The difference is that, unlike craigslist, OnlyFans takes a massive 20% cut of all revenue. For comparison, Patreon takes a little more than 5%. Purely from a labor perspective, that's outrageous, so I do think that it's fair to demand that they at least do more to justify it, which ought to include protecting the people that actually do the work.
There's also what's to me the bigger problem: OnlyFans obviously didn't invent online sex work, but it did radically reshape it. They are responsible for mainstreaming this patreon-style, girl-next-door porn actress that people expect to interact with on a parasocial level. Those are features that OnlyFans purposefully put in to maximize their own profit, but they seem particularly ripe for the kind of nauseating small-scale abuse that the article discusses in depth. Suddenly, if an abusive partner wants to trap and control someone, there's a mainstream, streamlined path to making that profitable. Again, OnlyFans didn't create that, in the same way that Uber didn't create paying some random person with a car for a ride to the airport, but they did reshape it, systematize it, mainstream it, and profit handsomely off it.
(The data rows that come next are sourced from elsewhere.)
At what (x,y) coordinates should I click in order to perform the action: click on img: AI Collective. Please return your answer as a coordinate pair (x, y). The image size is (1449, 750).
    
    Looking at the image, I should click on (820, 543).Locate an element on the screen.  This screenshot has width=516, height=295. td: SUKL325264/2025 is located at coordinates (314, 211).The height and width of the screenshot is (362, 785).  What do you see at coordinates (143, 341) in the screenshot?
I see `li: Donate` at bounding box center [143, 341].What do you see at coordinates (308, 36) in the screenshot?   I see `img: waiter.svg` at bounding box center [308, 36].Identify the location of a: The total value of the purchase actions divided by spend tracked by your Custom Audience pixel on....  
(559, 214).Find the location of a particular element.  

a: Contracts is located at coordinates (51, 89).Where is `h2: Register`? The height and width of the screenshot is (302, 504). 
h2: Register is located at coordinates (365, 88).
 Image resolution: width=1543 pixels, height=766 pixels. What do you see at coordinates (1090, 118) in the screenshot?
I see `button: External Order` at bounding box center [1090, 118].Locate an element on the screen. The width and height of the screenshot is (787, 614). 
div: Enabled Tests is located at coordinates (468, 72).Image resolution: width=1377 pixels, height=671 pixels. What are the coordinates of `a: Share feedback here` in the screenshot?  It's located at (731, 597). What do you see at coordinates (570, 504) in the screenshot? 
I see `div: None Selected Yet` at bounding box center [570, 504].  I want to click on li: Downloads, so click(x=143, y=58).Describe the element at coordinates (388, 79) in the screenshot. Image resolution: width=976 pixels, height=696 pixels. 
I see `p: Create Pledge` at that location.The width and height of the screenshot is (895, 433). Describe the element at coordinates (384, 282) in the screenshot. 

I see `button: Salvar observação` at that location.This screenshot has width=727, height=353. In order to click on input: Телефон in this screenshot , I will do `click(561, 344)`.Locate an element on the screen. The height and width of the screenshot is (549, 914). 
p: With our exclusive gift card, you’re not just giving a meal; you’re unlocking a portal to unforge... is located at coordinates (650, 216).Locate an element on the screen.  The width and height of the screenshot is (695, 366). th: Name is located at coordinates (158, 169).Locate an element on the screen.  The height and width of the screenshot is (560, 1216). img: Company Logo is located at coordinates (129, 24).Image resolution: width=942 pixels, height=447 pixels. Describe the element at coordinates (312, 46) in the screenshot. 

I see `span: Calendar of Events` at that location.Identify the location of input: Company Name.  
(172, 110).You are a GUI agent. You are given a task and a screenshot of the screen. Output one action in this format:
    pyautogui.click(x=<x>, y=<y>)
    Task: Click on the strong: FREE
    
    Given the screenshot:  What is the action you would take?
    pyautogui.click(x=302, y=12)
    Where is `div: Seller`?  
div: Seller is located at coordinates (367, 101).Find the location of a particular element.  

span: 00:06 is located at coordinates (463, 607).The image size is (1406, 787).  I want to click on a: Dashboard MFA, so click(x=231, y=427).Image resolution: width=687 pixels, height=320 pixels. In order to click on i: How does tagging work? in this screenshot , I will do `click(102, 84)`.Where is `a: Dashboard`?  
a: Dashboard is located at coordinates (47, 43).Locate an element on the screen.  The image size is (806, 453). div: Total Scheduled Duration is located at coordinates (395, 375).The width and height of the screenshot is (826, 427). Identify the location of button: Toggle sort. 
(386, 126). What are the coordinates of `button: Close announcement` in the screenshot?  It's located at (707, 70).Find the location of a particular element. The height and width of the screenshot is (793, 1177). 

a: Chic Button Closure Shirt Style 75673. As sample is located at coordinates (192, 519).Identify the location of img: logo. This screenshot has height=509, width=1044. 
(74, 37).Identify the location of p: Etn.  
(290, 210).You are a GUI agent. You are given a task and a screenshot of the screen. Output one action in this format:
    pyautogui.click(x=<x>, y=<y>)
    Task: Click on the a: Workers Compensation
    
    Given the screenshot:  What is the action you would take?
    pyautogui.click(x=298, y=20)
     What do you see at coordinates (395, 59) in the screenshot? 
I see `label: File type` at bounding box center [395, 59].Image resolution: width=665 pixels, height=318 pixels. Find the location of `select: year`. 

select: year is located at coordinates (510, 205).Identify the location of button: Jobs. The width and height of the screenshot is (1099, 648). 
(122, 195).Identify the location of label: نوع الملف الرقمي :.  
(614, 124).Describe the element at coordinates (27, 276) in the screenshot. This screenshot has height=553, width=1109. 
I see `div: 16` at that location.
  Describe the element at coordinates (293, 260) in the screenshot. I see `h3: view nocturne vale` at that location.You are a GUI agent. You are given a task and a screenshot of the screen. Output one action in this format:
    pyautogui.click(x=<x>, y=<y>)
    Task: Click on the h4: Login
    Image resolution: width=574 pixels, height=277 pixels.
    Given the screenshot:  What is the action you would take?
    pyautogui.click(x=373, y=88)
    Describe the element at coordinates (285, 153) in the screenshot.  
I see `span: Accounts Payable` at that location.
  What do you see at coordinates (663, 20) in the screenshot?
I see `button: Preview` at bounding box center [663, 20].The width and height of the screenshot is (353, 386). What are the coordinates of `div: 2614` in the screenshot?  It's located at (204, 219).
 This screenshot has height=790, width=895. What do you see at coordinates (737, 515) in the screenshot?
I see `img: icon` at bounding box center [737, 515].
Craigslist was just a place to put classifieds, but OnlyFans is a platform that governs every detail of these relationships between creators and fans, down to the font of their DMs. If the way that they've built the platform makes this kind of abuse easier, that's a huge problem.
I agree with you that this article doesn't do a good job articulating any of this, though.
I agree that it's like Apple and Google (I don't know much about Steam) in that those are obvious price-gouging monopolists.